Perhaps Eckhart Tolle, German-born bestselling author of the well-known The Power of Now, understood this:
“Nothing has happened in the past; it happened in the Now. Nothing will ever happen in the future; it will happen in the Now.”
You may have heard of a pseudo-disorder that has become prevalent in our post-modern society, one that is so much on the rise that people are even being treated psychologically for it: FOMO, or the Fear Of Missing Out. We have become so connected to the virtual world, via computers and smart phones, Facebook and Whatsapp and Twitter and countless other mechanisms and mediums, that we now know more about the ‘friends’ that we’ve never met, more about celebrities that we’ll never know, than we do about our neighbours. Just the other day, I heard about a little girl that spoke to a friend via Video Skype; her friend lived only a number of doors away. We get so carried away with checking to see what everyone is up to that we forget the people right next to us. We’ve all seen this one: a couple at a restaurant not talking, not sharing the moment of Tolle’s Now, simply staring into their own phones as they exercise their fear of missing out.
We are, in fact, so connected to the world around us that we miss out on those closest to us. We become, in short, disconnected. And what is the ultimate end-point of this disconnectedness, the attention we do not pay to our relationships while we spend our time on virtual relationships, no longer really talking, or really listening, or really paying attention to the moment we’re in? The more we do not engage, the more discontent we become; the more discontent, the more bored we are. A passive scrolling through life is showing it effects: one would think we could spend time mentally entertaining ourselves, but we can’t. We’ve forgotten how. What an injustice we serve ourselves daily, allowing ourselves to be scattered all over, missing out on those precious Now moments as we bow our heads and round our shoulders, paying homage and worship to the little screens of Instant Satisfaction.
Maybe our good Mr. Tolle can sum it up for us, once more:
“All negativity is caused by an accumulation of psychological time and denial of the present. Unease, anxiety, tension, stress, worry – all forms of fear – are caused by too much future, and not enough presence. Guilt, regret, resentment, grievances, sadness, bitterness, and all forms of non-forgiveness are caused by too much past, and not enough presence.”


== Goal of the exercise ==
Where the line with "You are a GUI" appears below, start writing out lines exactly, and finish with the line with "Task: Click on", which is included; write out nothing else.

(Dataset excerpts)

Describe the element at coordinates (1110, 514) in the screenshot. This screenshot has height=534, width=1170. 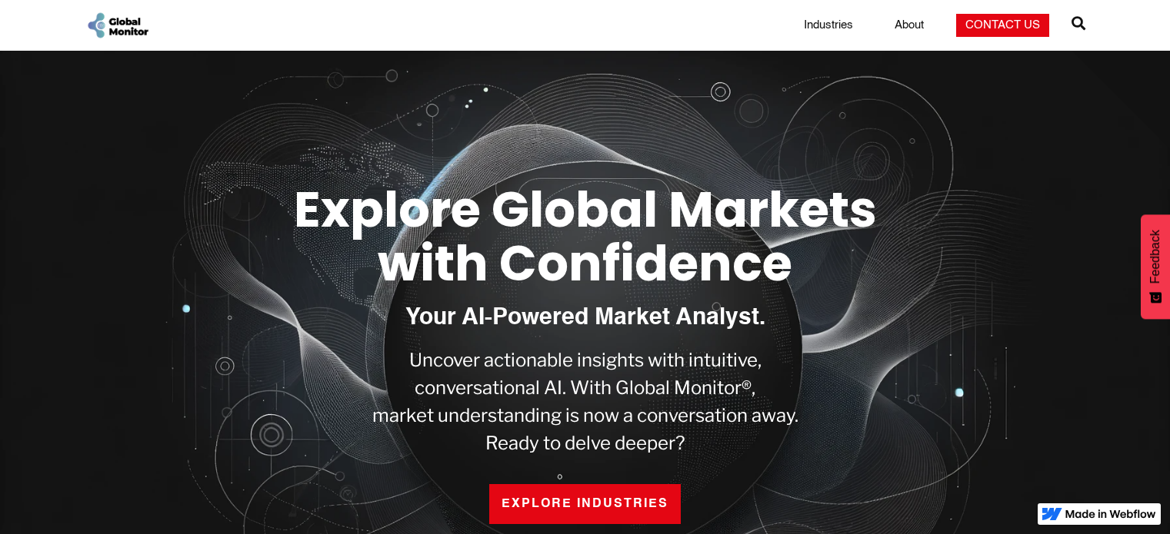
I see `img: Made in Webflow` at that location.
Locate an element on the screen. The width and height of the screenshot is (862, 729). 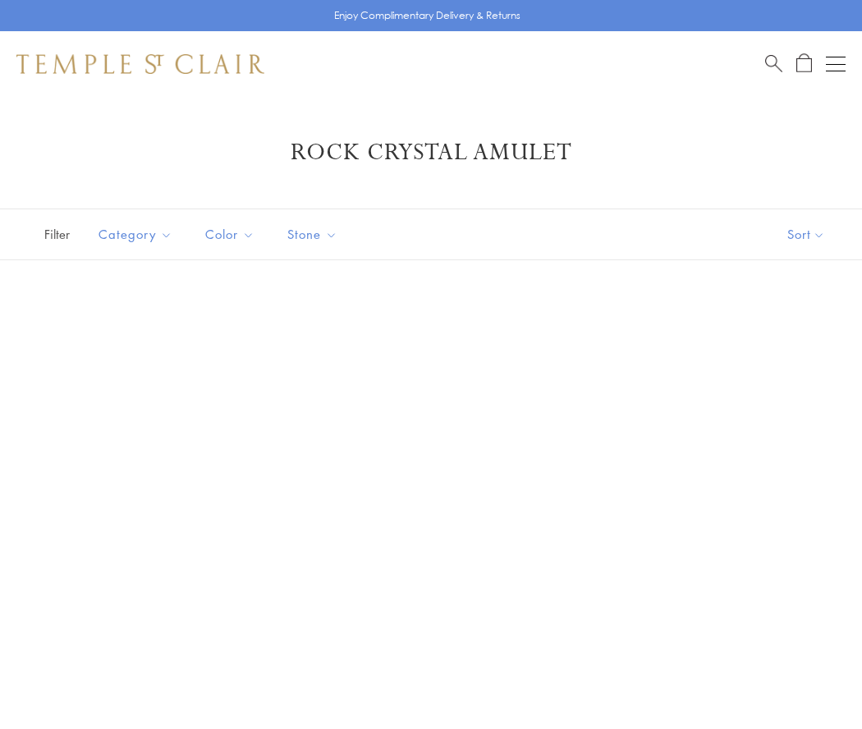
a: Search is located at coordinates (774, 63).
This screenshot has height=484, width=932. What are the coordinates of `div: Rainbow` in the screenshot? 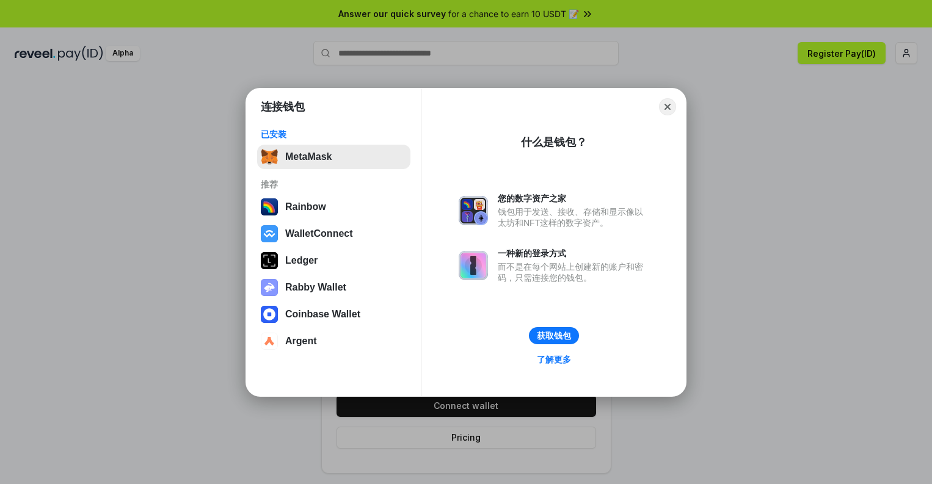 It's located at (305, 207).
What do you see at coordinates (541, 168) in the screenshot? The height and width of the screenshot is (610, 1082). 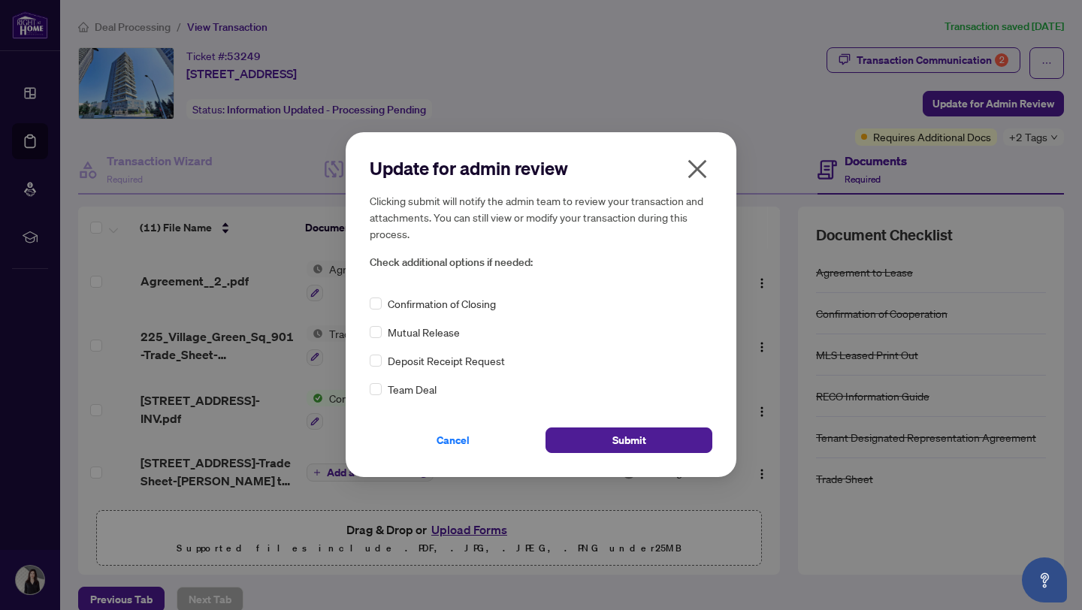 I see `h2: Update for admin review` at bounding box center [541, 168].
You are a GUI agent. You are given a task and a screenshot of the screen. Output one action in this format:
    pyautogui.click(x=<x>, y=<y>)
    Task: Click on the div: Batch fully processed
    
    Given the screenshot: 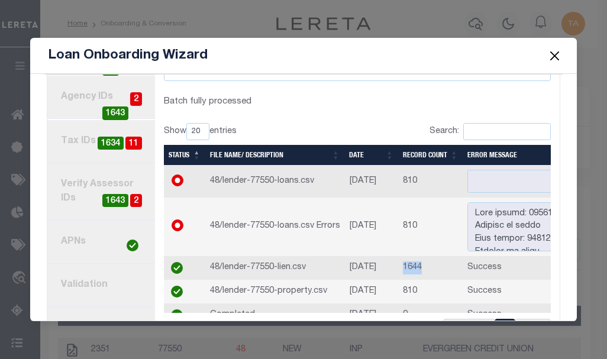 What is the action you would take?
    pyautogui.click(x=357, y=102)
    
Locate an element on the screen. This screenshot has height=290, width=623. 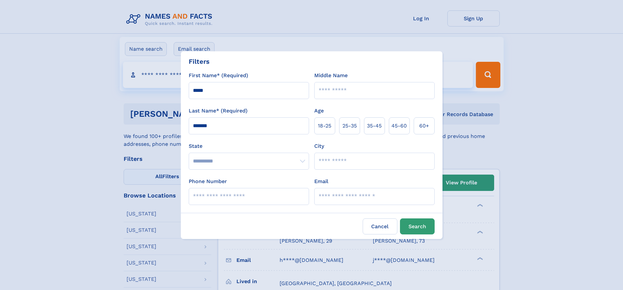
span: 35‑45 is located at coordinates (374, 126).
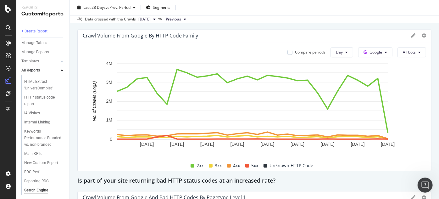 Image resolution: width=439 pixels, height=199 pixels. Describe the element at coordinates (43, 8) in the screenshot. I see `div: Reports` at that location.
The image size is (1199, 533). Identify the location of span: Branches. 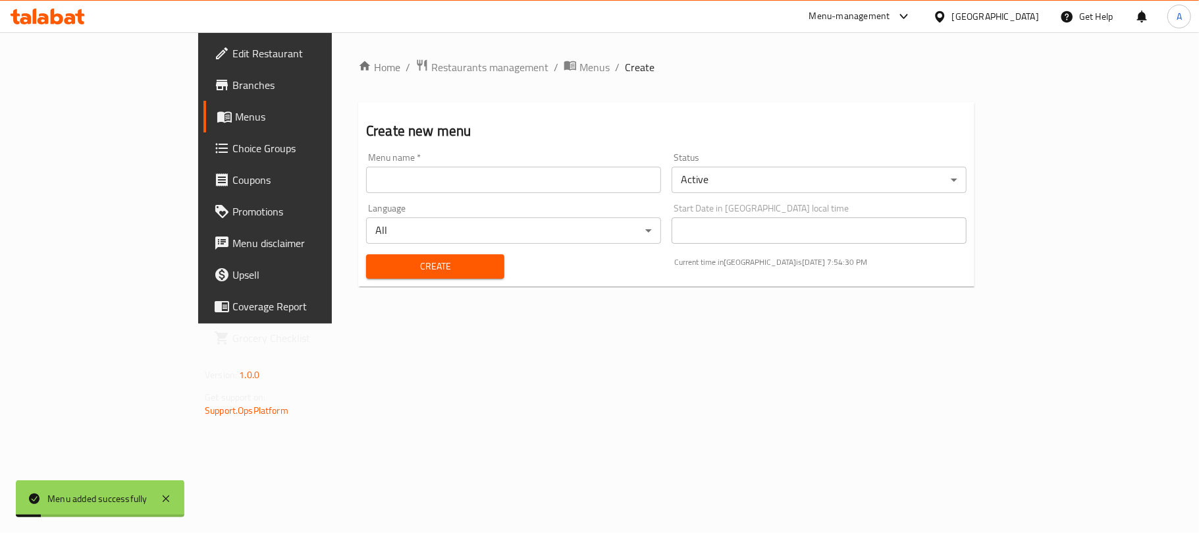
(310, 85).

==

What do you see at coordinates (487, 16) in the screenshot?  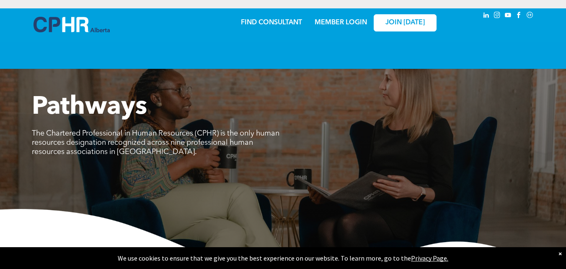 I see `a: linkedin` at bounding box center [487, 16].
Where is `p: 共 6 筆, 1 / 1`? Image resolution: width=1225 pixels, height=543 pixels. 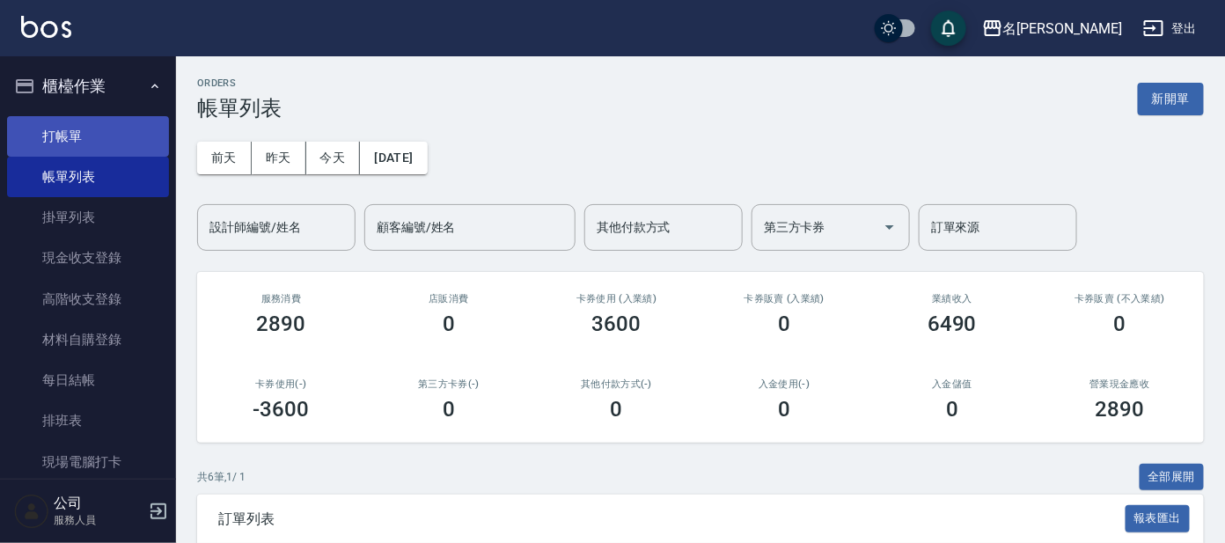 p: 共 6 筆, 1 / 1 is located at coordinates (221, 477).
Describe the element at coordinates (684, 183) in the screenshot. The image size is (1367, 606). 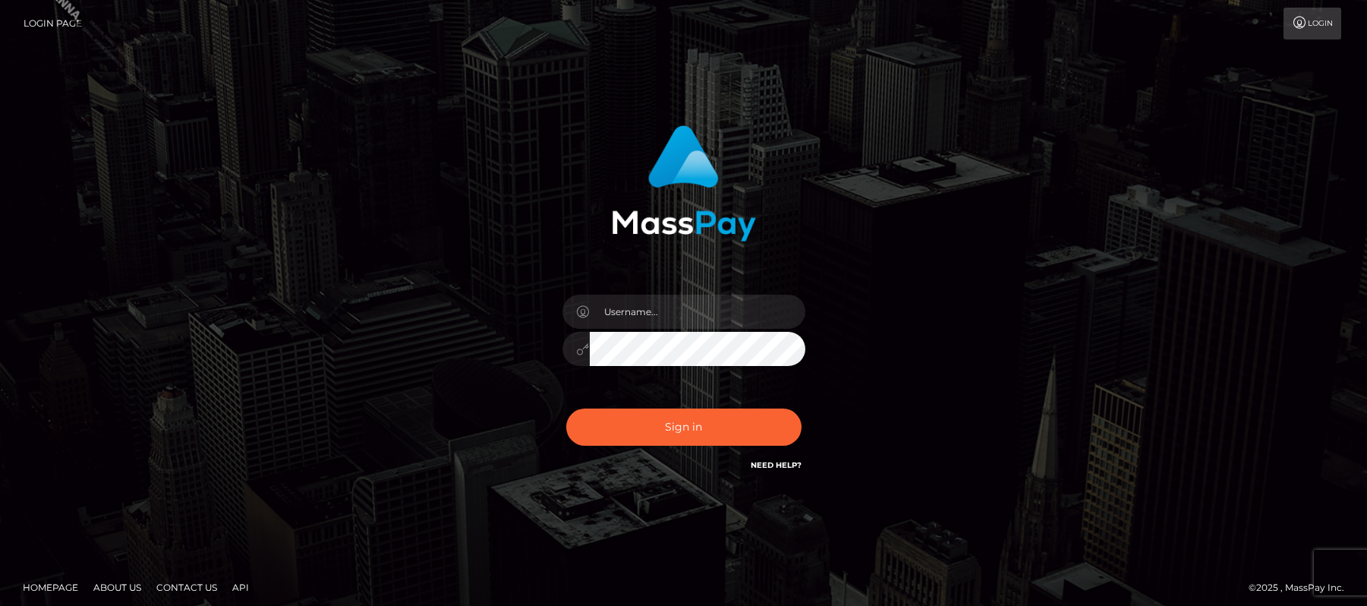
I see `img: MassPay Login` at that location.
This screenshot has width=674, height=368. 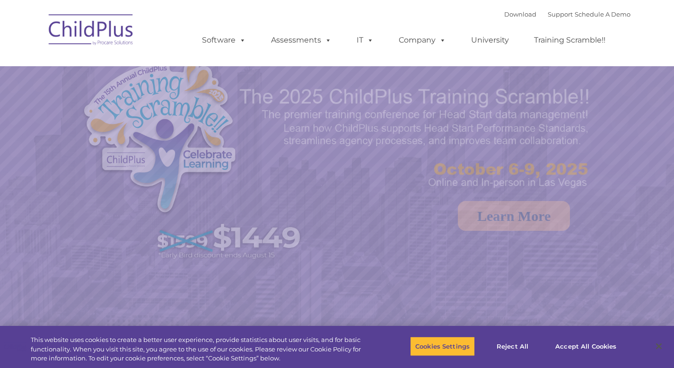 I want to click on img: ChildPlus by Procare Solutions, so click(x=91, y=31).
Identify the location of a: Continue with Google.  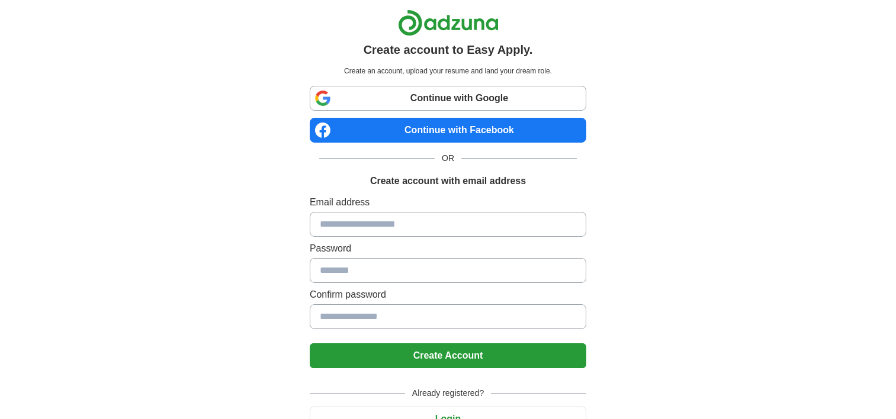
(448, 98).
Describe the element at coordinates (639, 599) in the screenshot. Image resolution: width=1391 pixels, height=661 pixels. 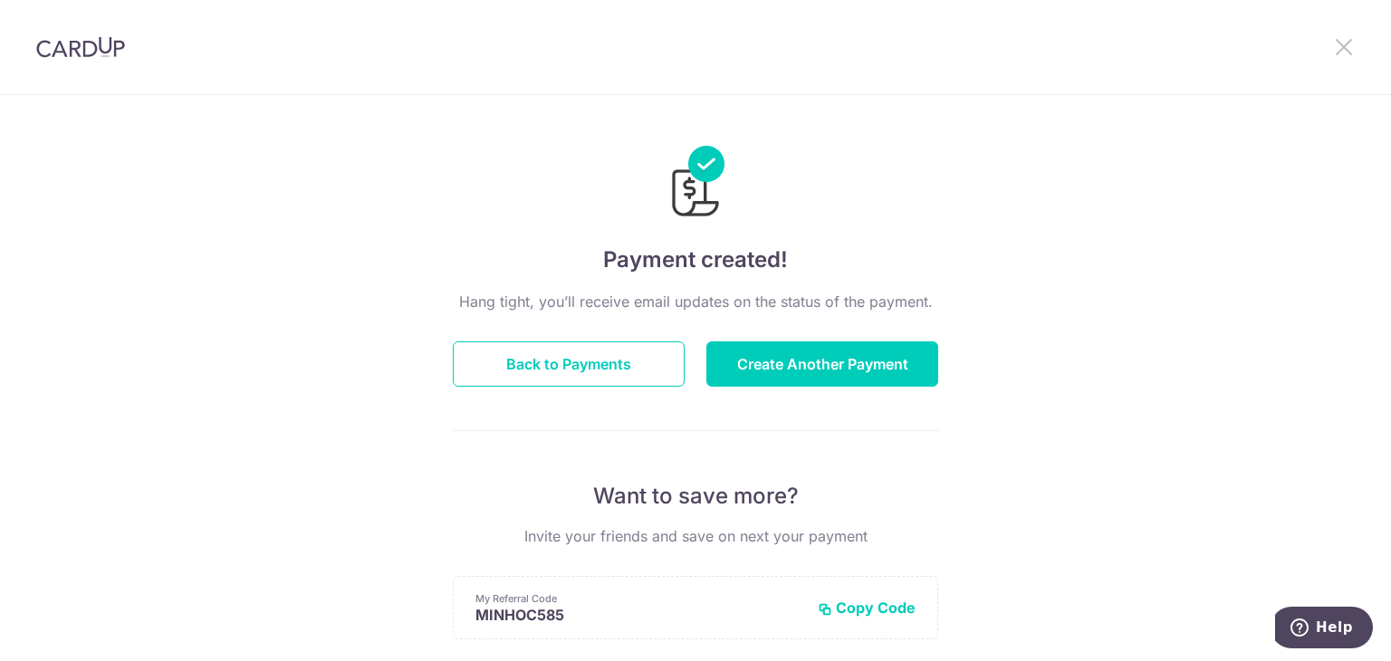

== Solution to the problem ==
You are a GUI agent. You are given a task and a screenshot of the screen. Output one action in this format:
    pyautogui.click(x=<x>, y=<y>)
    Task: Click on the div: Batch fully processed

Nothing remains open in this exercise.